Friday, September 01, 2006

Allegorical Interpretation

Ordinary Time

After a little while, I'm starting so see why people went off the whole "allegorical reading of scripture" just a bit.

This is from Origen's Homilies (and Fragments) on Luke, 63:3.
For we find, also, in Genesis concerning the sacrament that Noah anticipated this same thing and projected the figure of the Passion of the Lord there because he drank wine, because he was inebriated, because he was made naked in his home, because he was reclining with his thighs naked and exposed, because the nakedness of the father was noticed by this second son and reported outside, but covered by the other two, the oldest and the youngest, and other things which it is not necessary to follow up since it is sufficient to comprehend this alone: that Noah, showing forth a type of future truth, drank not water, but wine, and so expressed the figure of the Passion of the Lord.


6 comments:

Anonymous said...

Oooo... As we are coming up on Year C this Advent, the Lukan year, I'll have to store this little snippet of Origen away for a sermon illustration! It'll be perfect for Passiontide.

Thanks Kyle! You continue to influence my preaching in ways I had never imagined.

Anonymous said...

Huh?

Matthew Francis said...

Yeah, here O. was perhaps stretching things a bit, but his book "On Prayer" is incredibly good.

Where did you find that icon, Kyle? I've never seen Origen in an icon before, but this image (quite beautiful, by the way), does seem to be appropriate as his true teaching influenced so many other saints.

Anonymous said...

I do agree in many things Origen was a true stud-buzzard. But here he does take the allegorical reading of the text to new and strange heights.

Kyle said...

I'm always happy to help, good Father Richard.

Matthew Francis, good to "hear" from you. :0)

This had surprised me, but it's amazing what you find if you type a name with the word, "icon," in a Google Images search.

Br. Jonathan said...

Shame on you for reading Origen! Now go back in your room and read Polycarp like a good little seminarian.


* [What you need to do] Only the pictures are dropped; the lines of the material that follow are returned exactly.

* [Dataset excerpts]

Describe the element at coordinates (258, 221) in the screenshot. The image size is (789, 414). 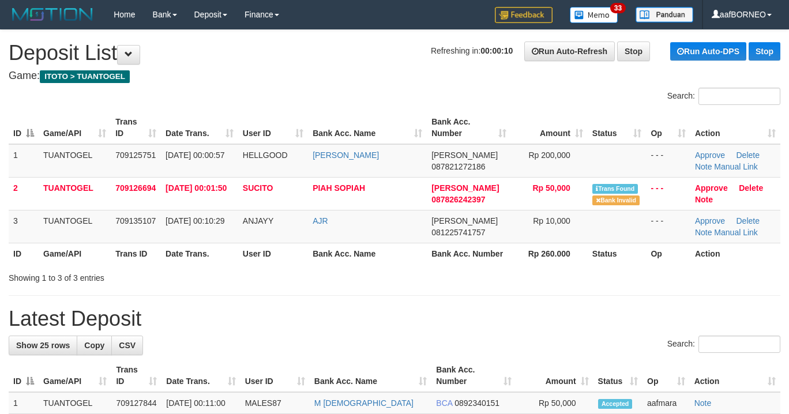
I see `span: ANJAYY` at that location.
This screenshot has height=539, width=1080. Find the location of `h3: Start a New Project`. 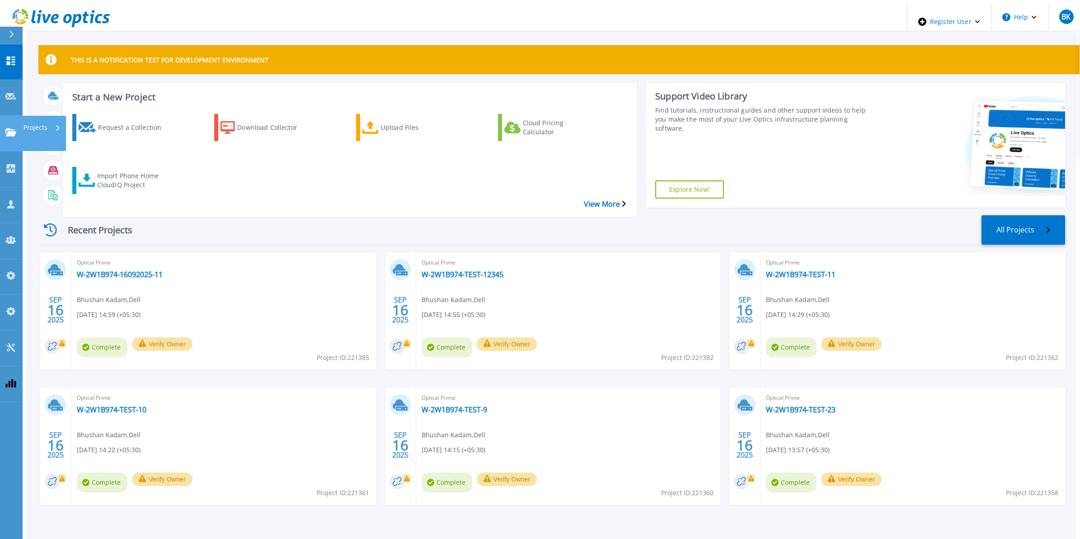

h3: Start a New Project is located at coordinates (349, 97).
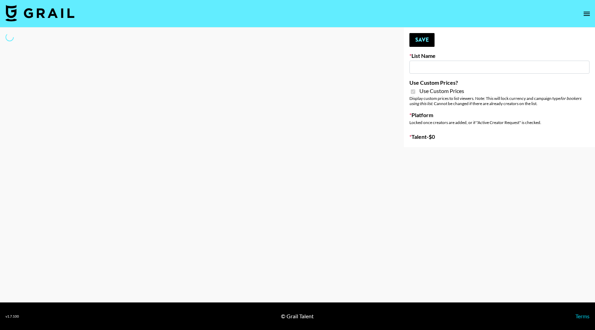  Describe the element at coordinates (499, 83) in the screenshot. I see `label: Use Custom Prices?` at that location.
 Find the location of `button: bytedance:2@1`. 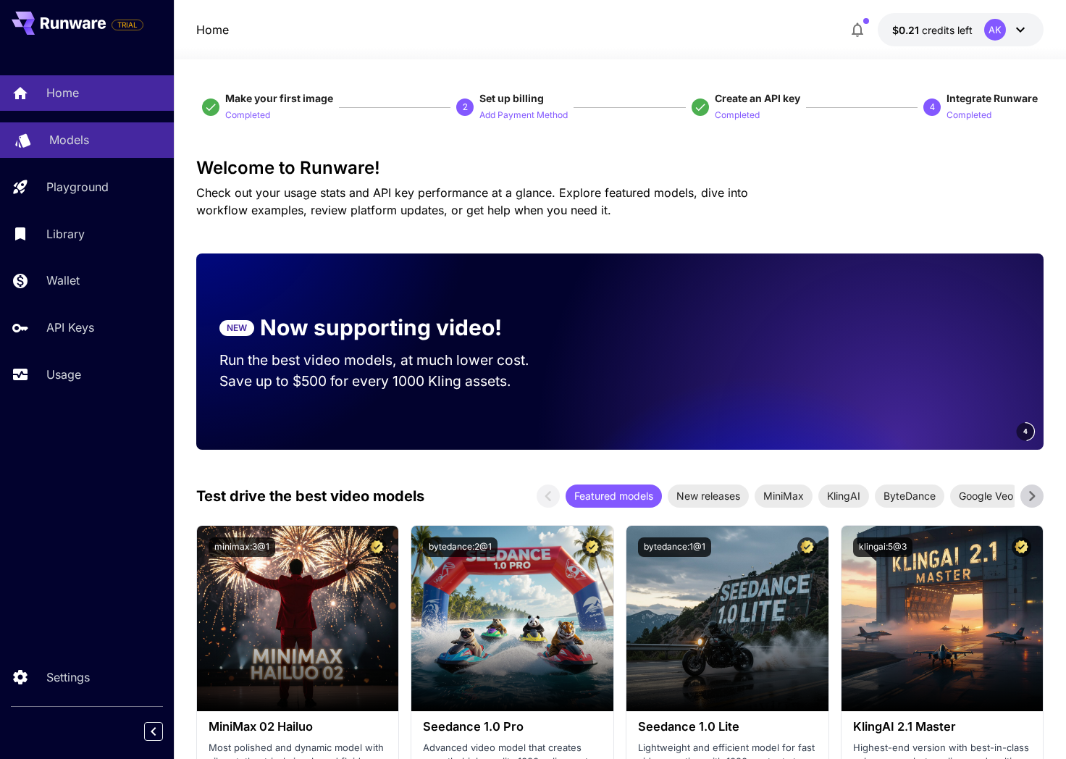

button: bytedance:2@1 is located at coordinates (460, 547).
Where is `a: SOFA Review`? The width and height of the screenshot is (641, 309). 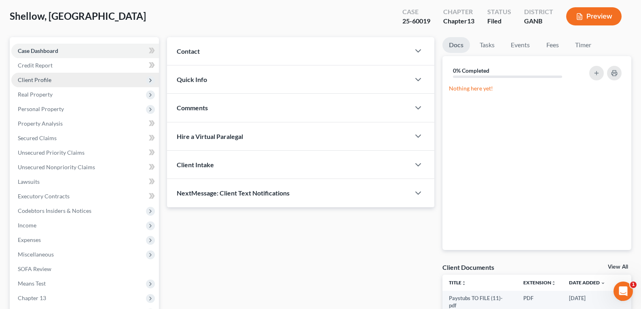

* [Exercise solution]
Describe the element at coordinates (258, 221) in the screenshot. The image size is (789, 414). 
I see `span: ANJAYY` at that location.
This screenshot has height=539, width=1080. Find the location of `h3: Start a New Project`. 

h3: Start a New Project is located at coordinates (349, 97).
  Describe the element at coordinates (499, 83) in the screenshot. I see `label: Use Custom Prices?` at that location.
 Find the location of `button: bytedance:2@1`. 

button: bytedance:2@1 is located at coordinates (460, 547).
Where is `a: SOFA Review`? The width and height of the screenshot is (641, 309). 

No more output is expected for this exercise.